UNMC has received approval to create a fellowship program in hospice and palliative medicine.
UNMC partnered with Children’s Hospital & Medical Center and the Nebraska-Western Iowa VA Healthcare System to create the state’s first formal training program to help alleviate a shortage of physicians trained in hospice and palliative medicine.
Physicians with hospice and palliative medicine training help patients with serious or terminal illnesses address problems with symptoms, including pain, depression and anxiety as well as help patients and their families meet social and spiritual needs. They also help determine the most appropriate treatments for patients and avoid care that may not help them meet their goals.
The one-year fellowship will begin in July 2020 with three fellows engaging in adult and pediatric rotations in areas such as pain management, oncology, and home hospice. One fellow will be focused on pediatrics at Children’s, while the adult-focused fellows will focus on rotations at Nebraska Medicine and the Nebraska-Western Iowa VA Healthcare System. New fellows will be selected each year.
The fellowship, which is subspecialty training after residency training, is open to physicians from across the state and nationwide. Physicians can have previously trained in multiple specialties and can even have practiced for years prior to deciding to pursue training.
The fellowship also will expand educational capacity for additional learning including medical students, nursing students, and resident physicians in end-of-life care.
“We need to dramatically expand the number of physicians trained in this area to meet the needs of patients in hospitals as well as in the outpatient clinics,” said Al Fisher, M.D, Ph.D., associate professor and chief of the UNMC Department of Internal Medicine’s Division of Geriatrics, Gerontology and Palliative Medicine. “We know from clinical studies that palliative care — even for those with treatable diseases — can improve outcomes and quality of life.
“We can help patients manage day-to-day symptoms related to serious diseases, but as an illness progresses, there also may be times when the burden of continued medical interventions outweigh their benefits, or when aggressive treatments become inconsistent with the patient’s goals.”
Dr. Fisher points to demands for physicians with these skills at the medical center, in part, because the programs care for patients with cancer, advanced heart failure, advanced lung disease, end-stage renal disease, or serious neurologic illnesses including dementia, Lou Gehrig’s disease, or multiple sclerosis.
He said one of the things physicians with the training can do is help identify patients who could receive the benefits of hospice earlier.
“Nationally we know people get referred to hospice late. The average time people spend in hospice is less than a month, and it is often just days or a few weeks. We’re really underutilizing a great resource for both patients and their families,” Dr. Fisher said.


◆ THE PROBLEM:
Each line holding the string "endpoint" is to be copied from the data.

§

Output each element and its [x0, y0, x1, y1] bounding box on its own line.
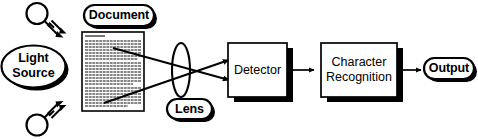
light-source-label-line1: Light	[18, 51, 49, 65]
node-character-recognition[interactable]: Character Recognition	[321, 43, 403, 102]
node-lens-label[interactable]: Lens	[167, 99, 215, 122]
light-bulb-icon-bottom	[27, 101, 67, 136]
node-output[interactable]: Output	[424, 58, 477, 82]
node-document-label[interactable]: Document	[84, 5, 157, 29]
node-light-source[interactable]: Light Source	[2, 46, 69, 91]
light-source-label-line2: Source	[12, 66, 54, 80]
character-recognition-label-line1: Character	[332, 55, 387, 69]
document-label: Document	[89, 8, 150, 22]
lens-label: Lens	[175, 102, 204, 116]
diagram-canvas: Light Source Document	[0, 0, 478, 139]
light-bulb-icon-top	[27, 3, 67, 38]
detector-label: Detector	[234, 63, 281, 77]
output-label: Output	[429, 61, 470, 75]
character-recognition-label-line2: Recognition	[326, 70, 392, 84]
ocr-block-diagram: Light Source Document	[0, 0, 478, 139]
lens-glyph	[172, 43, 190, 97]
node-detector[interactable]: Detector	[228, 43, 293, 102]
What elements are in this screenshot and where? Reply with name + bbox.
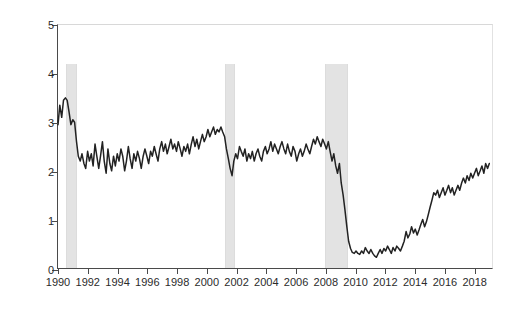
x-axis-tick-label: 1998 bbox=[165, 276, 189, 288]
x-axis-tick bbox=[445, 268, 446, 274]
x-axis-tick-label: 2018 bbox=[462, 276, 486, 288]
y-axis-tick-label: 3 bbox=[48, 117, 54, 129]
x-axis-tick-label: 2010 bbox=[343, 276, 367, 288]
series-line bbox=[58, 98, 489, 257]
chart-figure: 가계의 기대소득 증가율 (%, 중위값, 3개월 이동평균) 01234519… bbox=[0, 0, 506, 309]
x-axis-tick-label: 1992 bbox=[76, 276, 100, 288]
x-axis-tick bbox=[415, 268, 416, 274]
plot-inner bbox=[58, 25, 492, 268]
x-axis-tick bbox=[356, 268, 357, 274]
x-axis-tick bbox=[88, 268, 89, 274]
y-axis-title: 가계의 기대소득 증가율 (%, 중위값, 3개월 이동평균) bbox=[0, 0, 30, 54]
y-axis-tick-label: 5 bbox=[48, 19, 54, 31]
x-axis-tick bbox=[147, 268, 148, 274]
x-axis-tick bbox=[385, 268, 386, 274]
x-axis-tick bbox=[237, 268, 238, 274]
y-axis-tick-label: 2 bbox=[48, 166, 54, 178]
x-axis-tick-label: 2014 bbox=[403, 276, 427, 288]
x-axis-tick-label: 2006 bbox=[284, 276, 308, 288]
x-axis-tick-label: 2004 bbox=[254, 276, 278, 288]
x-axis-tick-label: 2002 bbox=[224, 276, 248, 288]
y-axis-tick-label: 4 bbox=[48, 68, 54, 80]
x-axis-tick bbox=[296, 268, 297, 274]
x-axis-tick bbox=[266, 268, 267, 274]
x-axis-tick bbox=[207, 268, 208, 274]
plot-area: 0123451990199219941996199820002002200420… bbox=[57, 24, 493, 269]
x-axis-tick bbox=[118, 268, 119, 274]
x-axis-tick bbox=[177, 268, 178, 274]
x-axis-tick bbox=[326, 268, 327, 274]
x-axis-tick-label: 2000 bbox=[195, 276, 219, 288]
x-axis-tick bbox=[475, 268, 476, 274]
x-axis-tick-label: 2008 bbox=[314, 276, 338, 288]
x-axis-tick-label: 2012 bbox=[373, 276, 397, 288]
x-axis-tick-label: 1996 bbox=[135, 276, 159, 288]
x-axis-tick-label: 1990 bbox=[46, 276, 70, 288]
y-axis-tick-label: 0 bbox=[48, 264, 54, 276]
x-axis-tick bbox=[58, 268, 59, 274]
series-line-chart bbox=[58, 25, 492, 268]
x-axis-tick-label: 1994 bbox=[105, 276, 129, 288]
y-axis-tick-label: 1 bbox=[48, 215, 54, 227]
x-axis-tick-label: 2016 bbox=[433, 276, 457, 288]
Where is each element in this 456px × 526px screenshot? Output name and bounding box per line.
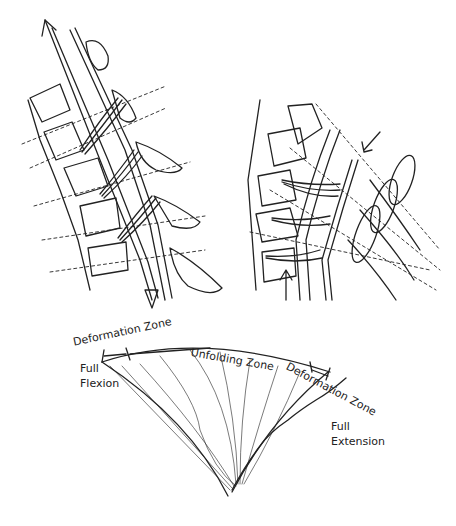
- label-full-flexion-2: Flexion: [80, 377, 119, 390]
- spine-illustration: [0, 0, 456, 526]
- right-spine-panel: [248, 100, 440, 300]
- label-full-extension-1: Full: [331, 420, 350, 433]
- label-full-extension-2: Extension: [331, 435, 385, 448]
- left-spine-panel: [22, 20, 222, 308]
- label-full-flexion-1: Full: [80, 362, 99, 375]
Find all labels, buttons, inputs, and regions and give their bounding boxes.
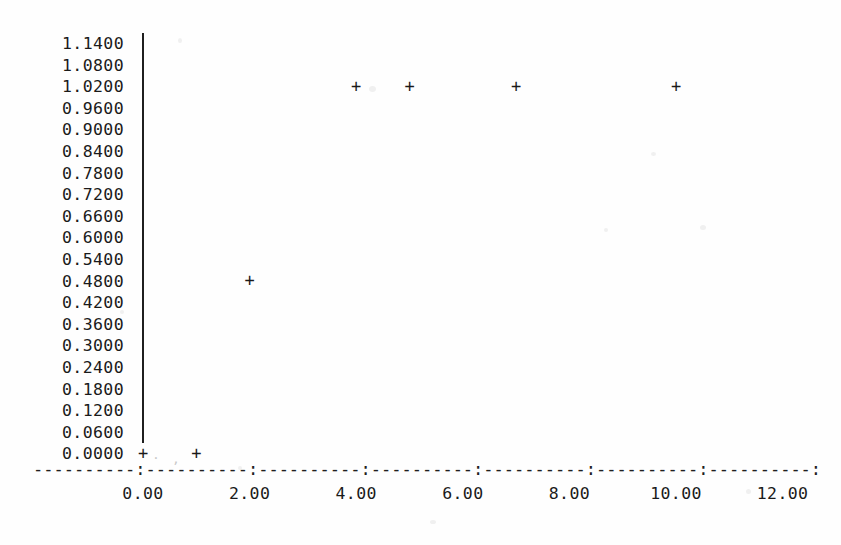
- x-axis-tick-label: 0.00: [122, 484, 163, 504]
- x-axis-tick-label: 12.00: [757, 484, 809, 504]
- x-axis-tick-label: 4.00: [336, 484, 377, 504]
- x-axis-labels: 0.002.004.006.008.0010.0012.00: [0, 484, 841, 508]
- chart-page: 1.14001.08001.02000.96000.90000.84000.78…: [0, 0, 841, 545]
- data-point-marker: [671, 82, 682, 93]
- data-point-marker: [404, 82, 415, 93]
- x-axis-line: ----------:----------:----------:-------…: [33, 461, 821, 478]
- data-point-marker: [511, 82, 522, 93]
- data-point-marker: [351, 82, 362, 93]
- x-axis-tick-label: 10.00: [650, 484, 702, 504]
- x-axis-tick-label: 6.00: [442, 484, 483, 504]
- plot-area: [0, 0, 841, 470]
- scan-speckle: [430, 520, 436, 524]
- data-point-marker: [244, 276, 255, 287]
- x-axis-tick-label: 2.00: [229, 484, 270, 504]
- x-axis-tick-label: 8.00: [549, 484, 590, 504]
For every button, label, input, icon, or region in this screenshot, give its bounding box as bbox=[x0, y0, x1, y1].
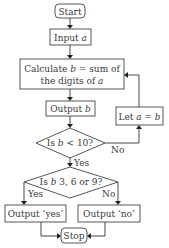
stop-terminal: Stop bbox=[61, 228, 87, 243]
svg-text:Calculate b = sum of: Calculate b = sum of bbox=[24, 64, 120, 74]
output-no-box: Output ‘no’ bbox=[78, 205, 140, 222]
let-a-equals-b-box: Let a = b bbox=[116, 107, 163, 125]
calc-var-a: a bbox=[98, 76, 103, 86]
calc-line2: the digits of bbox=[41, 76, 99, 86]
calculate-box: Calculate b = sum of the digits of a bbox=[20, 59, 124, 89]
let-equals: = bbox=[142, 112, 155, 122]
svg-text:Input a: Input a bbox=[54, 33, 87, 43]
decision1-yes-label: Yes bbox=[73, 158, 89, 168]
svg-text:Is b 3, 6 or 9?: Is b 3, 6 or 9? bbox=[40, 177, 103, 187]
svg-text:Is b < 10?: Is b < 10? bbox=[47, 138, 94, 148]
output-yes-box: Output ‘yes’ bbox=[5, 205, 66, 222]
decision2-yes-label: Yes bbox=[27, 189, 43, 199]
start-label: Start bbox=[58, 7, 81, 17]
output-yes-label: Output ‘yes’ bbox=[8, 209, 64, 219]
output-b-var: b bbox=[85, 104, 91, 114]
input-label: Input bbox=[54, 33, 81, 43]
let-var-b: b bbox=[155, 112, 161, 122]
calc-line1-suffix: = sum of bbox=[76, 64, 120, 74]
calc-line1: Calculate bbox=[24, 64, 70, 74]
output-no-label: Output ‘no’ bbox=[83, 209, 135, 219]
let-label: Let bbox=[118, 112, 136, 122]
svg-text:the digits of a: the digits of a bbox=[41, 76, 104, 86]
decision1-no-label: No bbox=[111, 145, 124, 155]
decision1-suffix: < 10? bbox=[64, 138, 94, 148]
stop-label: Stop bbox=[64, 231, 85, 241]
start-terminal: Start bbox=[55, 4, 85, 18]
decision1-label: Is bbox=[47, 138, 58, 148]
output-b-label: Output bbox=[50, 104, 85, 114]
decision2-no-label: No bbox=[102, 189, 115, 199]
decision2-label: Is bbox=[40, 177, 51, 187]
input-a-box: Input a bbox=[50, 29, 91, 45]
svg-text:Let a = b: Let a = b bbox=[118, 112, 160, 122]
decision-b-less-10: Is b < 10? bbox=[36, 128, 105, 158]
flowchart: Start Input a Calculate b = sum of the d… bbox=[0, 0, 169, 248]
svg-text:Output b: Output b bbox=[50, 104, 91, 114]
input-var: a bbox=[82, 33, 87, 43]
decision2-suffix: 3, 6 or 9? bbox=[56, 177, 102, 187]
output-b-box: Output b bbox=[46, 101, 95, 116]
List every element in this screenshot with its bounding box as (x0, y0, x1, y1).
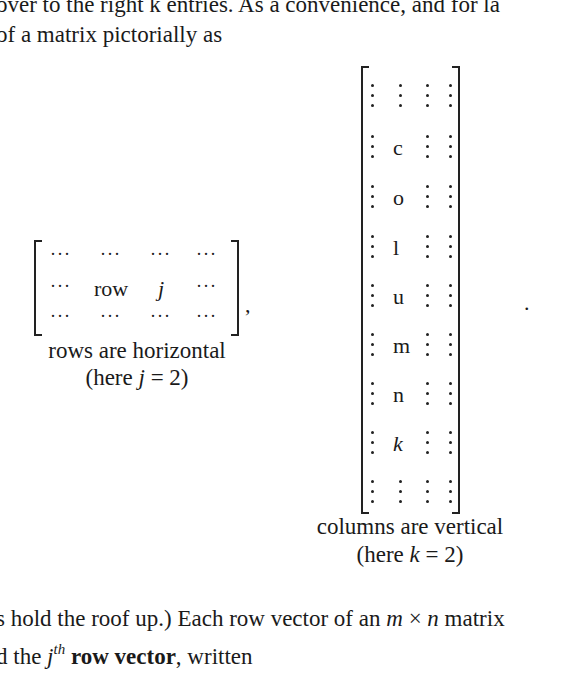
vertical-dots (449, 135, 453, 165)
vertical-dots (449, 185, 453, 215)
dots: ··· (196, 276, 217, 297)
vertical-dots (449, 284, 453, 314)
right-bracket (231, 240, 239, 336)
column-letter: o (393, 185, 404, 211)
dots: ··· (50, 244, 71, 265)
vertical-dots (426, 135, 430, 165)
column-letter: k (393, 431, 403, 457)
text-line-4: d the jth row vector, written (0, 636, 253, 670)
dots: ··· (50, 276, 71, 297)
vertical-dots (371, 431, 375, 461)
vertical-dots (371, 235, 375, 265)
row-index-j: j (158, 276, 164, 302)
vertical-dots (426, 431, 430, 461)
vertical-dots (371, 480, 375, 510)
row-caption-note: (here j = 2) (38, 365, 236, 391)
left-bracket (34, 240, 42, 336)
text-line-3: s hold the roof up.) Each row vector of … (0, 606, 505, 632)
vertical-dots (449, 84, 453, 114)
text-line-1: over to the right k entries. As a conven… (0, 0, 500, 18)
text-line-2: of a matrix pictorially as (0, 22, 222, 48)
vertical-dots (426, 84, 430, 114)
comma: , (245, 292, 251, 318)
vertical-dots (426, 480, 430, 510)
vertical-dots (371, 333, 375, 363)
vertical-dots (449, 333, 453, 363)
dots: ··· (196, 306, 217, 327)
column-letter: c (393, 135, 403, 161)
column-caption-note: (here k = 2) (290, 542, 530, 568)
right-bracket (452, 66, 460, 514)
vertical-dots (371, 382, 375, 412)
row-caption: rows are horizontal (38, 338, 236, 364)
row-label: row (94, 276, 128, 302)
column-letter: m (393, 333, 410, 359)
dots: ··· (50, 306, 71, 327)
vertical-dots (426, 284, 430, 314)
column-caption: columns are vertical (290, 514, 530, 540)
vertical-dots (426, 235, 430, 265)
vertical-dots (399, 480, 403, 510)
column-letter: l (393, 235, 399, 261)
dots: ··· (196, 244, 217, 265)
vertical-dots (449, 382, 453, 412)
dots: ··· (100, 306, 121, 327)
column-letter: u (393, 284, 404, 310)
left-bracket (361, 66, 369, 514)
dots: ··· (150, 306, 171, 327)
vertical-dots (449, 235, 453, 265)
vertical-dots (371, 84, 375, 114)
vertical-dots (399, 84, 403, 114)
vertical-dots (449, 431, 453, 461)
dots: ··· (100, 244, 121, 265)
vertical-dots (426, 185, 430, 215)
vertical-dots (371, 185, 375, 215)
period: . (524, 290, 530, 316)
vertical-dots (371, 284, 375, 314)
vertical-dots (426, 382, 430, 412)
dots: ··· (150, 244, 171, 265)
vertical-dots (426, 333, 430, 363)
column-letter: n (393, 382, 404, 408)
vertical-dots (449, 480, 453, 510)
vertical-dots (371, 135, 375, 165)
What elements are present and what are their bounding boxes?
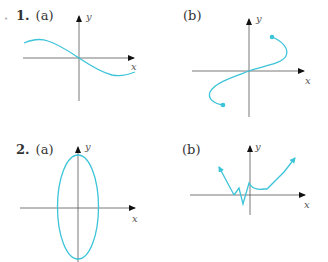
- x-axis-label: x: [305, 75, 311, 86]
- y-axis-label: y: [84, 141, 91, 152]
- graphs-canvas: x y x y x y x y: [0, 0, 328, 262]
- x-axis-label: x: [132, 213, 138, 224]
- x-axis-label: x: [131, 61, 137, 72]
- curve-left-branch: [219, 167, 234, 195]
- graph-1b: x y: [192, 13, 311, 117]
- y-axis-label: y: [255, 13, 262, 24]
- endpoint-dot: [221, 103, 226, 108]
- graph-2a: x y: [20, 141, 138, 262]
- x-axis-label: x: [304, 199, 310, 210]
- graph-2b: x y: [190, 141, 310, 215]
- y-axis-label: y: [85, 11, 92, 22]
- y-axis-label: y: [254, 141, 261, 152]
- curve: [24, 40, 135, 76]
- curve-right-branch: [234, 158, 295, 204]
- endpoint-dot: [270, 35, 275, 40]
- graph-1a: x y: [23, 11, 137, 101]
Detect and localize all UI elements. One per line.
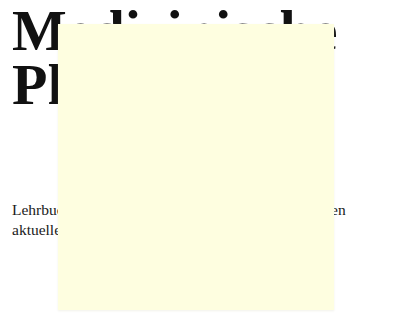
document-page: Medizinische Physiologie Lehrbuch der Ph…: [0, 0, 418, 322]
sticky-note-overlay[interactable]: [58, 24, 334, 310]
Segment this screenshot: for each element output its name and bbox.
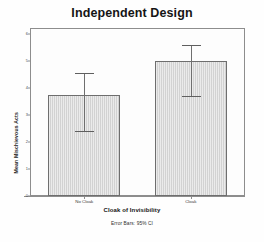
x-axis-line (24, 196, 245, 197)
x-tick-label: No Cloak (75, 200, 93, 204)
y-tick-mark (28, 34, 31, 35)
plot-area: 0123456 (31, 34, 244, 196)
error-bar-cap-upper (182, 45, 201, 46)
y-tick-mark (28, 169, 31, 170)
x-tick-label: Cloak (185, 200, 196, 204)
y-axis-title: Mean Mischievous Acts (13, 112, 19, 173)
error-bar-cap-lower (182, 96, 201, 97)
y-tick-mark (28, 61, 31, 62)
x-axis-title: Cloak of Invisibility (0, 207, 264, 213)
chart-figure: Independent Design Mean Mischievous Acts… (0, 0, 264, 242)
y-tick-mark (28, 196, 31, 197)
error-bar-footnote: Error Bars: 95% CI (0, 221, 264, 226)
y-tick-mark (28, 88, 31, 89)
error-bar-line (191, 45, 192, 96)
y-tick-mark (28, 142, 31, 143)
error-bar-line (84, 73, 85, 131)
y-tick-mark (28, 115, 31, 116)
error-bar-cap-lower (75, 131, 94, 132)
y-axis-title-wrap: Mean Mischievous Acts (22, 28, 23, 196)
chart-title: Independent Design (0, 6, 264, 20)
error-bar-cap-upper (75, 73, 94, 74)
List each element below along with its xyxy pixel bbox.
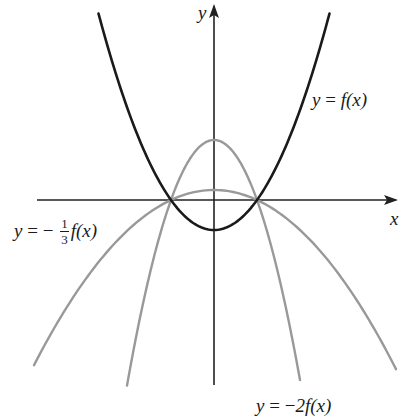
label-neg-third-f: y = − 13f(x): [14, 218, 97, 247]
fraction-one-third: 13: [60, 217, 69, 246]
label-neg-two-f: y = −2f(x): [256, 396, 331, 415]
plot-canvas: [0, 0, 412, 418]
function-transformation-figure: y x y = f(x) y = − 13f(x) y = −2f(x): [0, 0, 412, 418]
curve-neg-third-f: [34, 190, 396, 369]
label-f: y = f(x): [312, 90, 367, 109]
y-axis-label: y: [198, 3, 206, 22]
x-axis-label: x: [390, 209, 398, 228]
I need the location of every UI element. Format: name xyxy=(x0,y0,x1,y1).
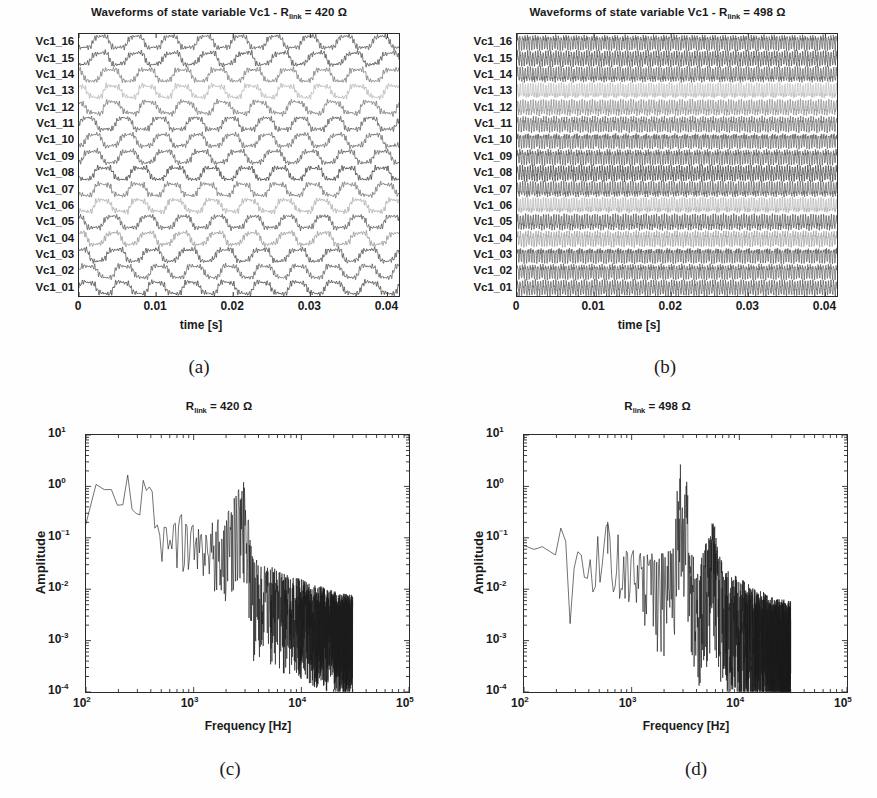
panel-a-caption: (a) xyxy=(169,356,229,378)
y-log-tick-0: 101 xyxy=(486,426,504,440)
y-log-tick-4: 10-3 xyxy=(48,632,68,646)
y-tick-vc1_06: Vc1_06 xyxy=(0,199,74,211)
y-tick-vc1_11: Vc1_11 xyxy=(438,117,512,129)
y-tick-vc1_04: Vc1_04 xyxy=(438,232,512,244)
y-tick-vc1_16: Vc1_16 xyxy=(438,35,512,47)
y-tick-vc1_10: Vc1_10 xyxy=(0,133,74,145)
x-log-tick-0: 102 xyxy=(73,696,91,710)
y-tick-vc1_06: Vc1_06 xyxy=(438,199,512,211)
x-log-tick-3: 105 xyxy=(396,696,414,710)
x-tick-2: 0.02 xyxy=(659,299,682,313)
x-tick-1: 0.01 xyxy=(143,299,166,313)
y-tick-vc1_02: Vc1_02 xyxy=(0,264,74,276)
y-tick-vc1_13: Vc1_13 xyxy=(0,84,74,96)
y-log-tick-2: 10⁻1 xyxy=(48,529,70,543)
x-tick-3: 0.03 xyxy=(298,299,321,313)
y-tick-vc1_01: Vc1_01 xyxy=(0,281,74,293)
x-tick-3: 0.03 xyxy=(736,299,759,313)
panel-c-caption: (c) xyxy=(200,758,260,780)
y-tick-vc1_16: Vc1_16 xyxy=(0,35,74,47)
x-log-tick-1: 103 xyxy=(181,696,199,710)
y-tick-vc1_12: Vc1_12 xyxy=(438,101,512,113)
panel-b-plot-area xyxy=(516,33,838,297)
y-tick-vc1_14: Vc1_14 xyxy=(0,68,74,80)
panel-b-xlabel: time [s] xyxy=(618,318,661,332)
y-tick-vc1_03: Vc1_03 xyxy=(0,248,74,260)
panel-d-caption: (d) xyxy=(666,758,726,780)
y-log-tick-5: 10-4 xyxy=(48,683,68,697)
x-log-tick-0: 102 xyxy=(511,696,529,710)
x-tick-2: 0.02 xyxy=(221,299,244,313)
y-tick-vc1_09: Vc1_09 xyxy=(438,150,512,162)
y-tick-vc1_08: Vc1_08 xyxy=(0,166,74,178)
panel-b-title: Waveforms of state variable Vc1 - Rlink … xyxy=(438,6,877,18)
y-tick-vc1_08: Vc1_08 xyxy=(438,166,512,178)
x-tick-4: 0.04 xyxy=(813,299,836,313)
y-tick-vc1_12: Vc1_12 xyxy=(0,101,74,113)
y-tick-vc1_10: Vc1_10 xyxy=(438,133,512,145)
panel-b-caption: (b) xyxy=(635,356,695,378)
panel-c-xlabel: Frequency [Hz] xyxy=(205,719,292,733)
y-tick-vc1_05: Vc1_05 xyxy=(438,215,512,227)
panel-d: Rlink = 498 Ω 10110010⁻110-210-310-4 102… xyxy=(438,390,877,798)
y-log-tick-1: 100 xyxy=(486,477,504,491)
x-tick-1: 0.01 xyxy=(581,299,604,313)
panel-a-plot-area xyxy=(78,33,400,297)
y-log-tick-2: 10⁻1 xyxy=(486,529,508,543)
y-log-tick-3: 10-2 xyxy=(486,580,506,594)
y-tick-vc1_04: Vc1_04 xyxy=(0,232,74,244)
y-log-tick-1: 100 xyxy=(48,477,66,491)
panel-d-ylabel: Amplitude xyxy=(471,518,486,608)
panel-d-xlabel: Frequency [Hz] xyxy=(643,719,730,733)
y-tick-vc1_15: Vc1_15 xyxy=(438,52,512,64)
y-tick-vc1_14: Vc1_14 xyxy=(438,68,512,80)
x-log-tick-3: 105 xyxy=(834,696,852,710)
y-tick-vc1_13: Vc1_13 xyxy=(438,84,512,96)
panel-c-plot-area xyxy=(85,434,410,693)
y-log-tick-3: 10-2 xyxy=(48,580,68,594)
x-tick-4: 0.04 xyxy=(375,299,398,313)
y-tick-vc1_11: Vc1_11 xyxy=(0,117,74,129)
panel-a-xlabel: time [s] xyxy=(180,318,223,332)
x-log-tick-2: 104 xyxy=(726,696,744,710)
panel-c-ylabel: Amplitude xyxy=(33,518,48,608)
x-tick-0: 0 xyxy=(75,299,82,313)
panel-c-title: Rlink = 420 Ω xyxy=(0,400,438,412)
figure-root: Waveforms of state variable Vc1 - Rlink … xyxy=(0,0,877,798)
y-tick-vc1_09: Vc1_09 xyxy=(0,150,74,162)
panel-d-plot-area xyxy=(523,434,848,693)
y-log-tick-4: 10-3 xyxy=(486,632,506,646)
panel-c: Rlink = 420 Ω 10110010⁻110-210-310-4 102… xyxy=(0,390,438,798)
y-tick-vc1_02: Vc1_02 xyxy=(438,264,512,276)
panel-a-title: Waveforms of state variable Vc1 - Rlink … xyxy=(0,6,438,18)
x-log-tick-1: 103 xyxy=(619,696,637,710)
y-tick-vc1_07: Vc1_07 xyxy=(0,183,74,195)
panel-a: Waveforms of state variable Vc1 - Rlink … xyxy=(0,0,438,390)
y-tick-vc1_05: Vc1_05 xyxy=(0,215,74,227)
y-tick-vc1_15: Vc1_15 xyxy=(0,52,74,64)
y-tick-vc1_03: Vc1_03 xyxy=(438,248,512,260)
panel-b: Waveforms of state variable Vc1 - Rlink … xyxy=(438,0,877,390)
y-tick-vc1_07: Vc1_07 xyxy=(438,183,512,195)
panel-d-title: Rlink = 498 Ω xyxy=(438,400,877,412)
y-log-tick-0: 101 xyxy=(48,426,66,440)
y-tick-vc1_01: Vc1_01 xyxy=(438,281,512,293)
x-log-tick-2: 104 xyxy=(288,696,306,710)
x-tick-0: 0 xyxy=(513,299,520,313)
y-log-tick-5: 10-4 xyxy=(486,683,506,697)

§

◆ TASK SOLUTION:
- endpoint-dot: [221, 103, 226, 108]
- endpoint-dot: [270, 35, 275, 40]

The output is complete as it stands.